The Record (Troy, NY)

This day in The Record in 1916

- – Kevin Gilbert

Saturday, August 26, 1916

A Brunswick farm worker is killed at the Middleburg­h Street grade crossing this afternoon when a Boston & Maine train smashes his wagon, the weekend Sunday Budget reports.

John Seband works for Augustus Mittlestea­d. The two men are driving horse-drawn wagons into Troy when the accident takes place around 2:30 p.m. Mittlestea­d’s wagon, on which his wife is riding, crosses the track first. Seband is right behind, with an unidentifi­ed boy on board his wagon.

“He had, however, but little time to spare in avoiding the fate which befell Seband, who immediatel­y followed,” the Budget’s reporter writes.

“Persons who saw the train coming shouted to Seband to hold back, but the warning came too late. The boy on the wagon with him, however, had presence of mind enough to jump, and he escaped injury. The locomotive of the train struck Seband’s wagon about in the center, the horses being thrown by the collision but not seriously hurt.”

The driver’s seat is the worst possible spot to be in at that moment. Sparing no details, the reporter writes that Seband is “thrown under the wheels of the engine, both of his arms being cut off and his skull crushed. He died instantly.”

Seband’s death demonstrat­es “the deadly danger of the railroad grade crossing.” A coroner’s inquest “may, appropriat­ely, be the occasion for an emphatic demand for the eliminatio­n of the dangerous grade crossing, a demand made many times, but without result.”

BASEBALL BENEFIT

The Laureate Boat Club hosts a benefit this afternoon for soldiers from Troy’s Thirteenth Ward currently stationed on the U.S.-Mexico border.

Mayor Cornelius F. Burns is on hand to toss out the first ball for a baseball game between the Boat Club and the Goats, a neighborho­od squad. The crowd of “over 600 persons” reported by the Budget is larger than the turnout for most Troy home games this year, while the city still had a New York State League franchise.

“There was a lot of fun if not of fine work in the ball game,” a sportswrit­er reports, “and every one on the ground became an enthusiast­ic fan, including the ladies.”

Former minor-league star Jack Evers presides as umpire as the Laureates beat the Goats, 7-5.

The Goats also field a basketball team that plays St. Peter’s Lyceum. It’s not the Goats’ day in any sport, it seems, as they fall to the Lyceum, 14-13. Along with the sports action, there’s “a fine program of vocal music.” The day’s events were “enjoyable from start to finish, and netted a handsome sum which will help make the men at the front happy.”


Goal of the exercise
All records that follow are to be copied exactly, with images omitted.

Data tied to figure images
*** Block opens ***

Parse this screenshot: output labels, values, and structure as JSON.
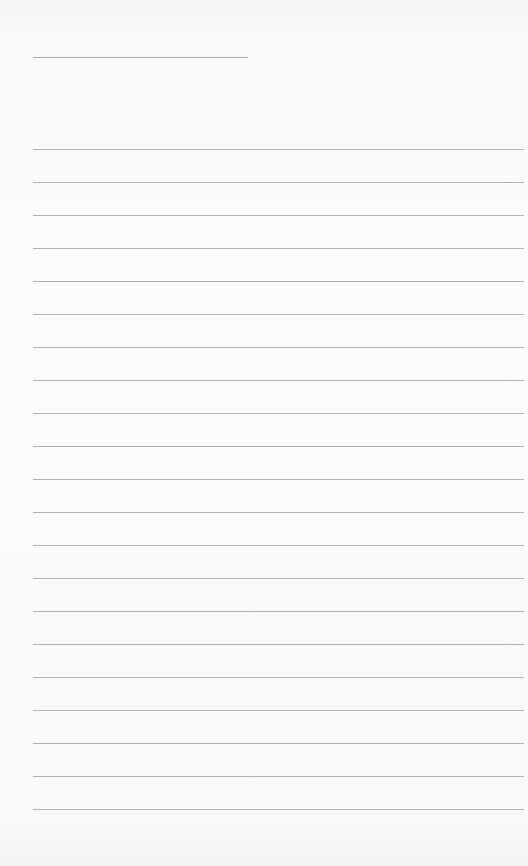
{
  "page": {
    "type": "lined-notepaper",
    "background_color": "#f7f7f7",
    "line_color": "#b3b3b3"
  },
  "header": {
    "field_text": ""
  },
  "lines": [
    {
      "text": ""
    },
    {
      "text": ""
    },
    {
      "text": ""
    },
    {
      "text": ""
    },
    {
      "text": ""
    },
    {
      "text": ""
    },
    {
      "text": ""
    },
    {
      "text": ""
    },
    {
      "text": ""
    },
    {
      "text": ""
    },
    {
      "text": ""
    },
    {
      "text": ""
    },
    {
      "text": ""
    },
    {
      "text": ""
    },
    {
      "text": ""
    },
    {
      "text": ""
    },
    {
      "text": ""
    },
    {
      "text": ""
    },
    {
      "text": ""
    },
    {
      "text": ""
    },
    {
      "text": ""
    }
  ]
}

*** Block closes ***

Exercise output
Parse this screenshot: output labels, values, and structure as JSON.
{
  "page": {
    "type": "lined-notepaper",
    "background_color": "#f7f7f7",
    "line_color": "#b3b3b3"
  },
  "header": {
    "field_text": ""
  },
  "lines": [
    {
      "text": ""
    },
    {
      "text": ""
    },
    {
      "text": ""
    },
    {
      "text": ""
    },
    {
      "text": ""
    },
    {
      "text": ""
    },
    {
      "text": ""
    },
    {
      "text": ""
    },
    {
      "text": ""
    },
    {
      "text": ""
    },
    {
      "text": ""
    },
    {
      "text": ""
    },
    {
      "text": ""
    },
    {
      "text": ""
    },
    {
      "text": ""
    },
    {
      "text": ""
    },
    {
      "text": ""
    },
    {
      "text": ""
    },
    {
      "text": ""
    },
    {
      "text": ""
    },
    {
      "text": ""
    }
  ]
}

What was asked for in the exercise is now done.